There was a mystery about his visits, that strangely interested the good people of the hamlets.

Jock came within the time prophesied; but it was his final visit. He had left a female child, who was supposed to be his daughter, at this same dame’s house, fourteen years before, and paid regularly for Patty’s provision and keeping at the hinder end of every autumn. She was a plain lass, but her hair was beautiful; and Jock admonished her yearly, to cultivate its growth, and to regard it as the second personal honour of a woman. A few days before his last visit, Bandy Scrimshire, a rival pedlar, in a minor way to Jock, had purchased Pat’s woof of jet-black hair for a bottle of sweet scented waters, a peach-blossom kerchief, two pieces of pretty crooked money ( old underfaced shillings) and a worsted purse to put them in. Jock’s wrath at finding his child boy­headed, it would be impossible to describe. He emptied the sweet waters slowly and solemnly into a cesspool; threatened to hang the girl in the peach kerchief, burnt the purse; and thrust the pretty money into the innermost nook of his leathern pocket. The keen reproaches and bitter arguments of Jock against his daughter’s most heinous offence, soon got abroad, and greatly impeded him in his subsequent gathering for the year. Bandy Scrimshire also noised a story abroad, that he had met Jock on his way to visit Patty, and actually vended the woof to Jock himself at an extravagant price,—the latter having taken so manifest and unaccountable a predilection to possess it, that Bandy found it easy to inveigle him out of twice its actual worth. Little did Macleod imagine that he was purchasing the growth of his “ain flesh and blood;” but have it he would at any price, and Scrimshire sold it to him dearly.
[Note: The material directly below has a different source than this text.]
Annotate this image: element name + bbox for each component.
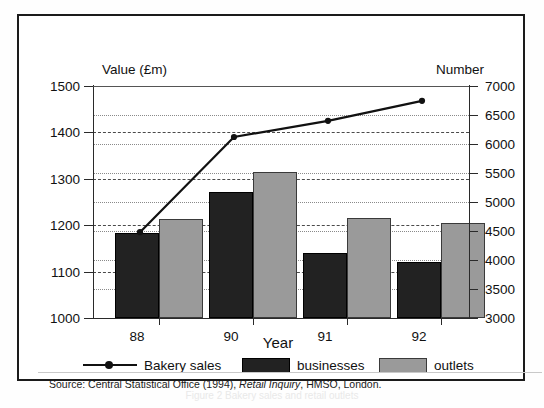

Jock was jibed on this score so sorely, that, in the ensuing autumn, he put Patty upon a yearling donkey, and left the West for ever, anathematizing it as he went away, as a beggarly, upstart land, where the kite fattened, and the honest bird was plucked of his last breast-feather. “The malediction of an upright man dog it eternally,” quoth Jock,—and off he trudged for ever.

¹ Lark

² comb

³ gin bottle

⁴ silver

⁵ across

⁶ stubble field

William Clarke

William Clarke was a British writer born near Leigh Woods, Bristol.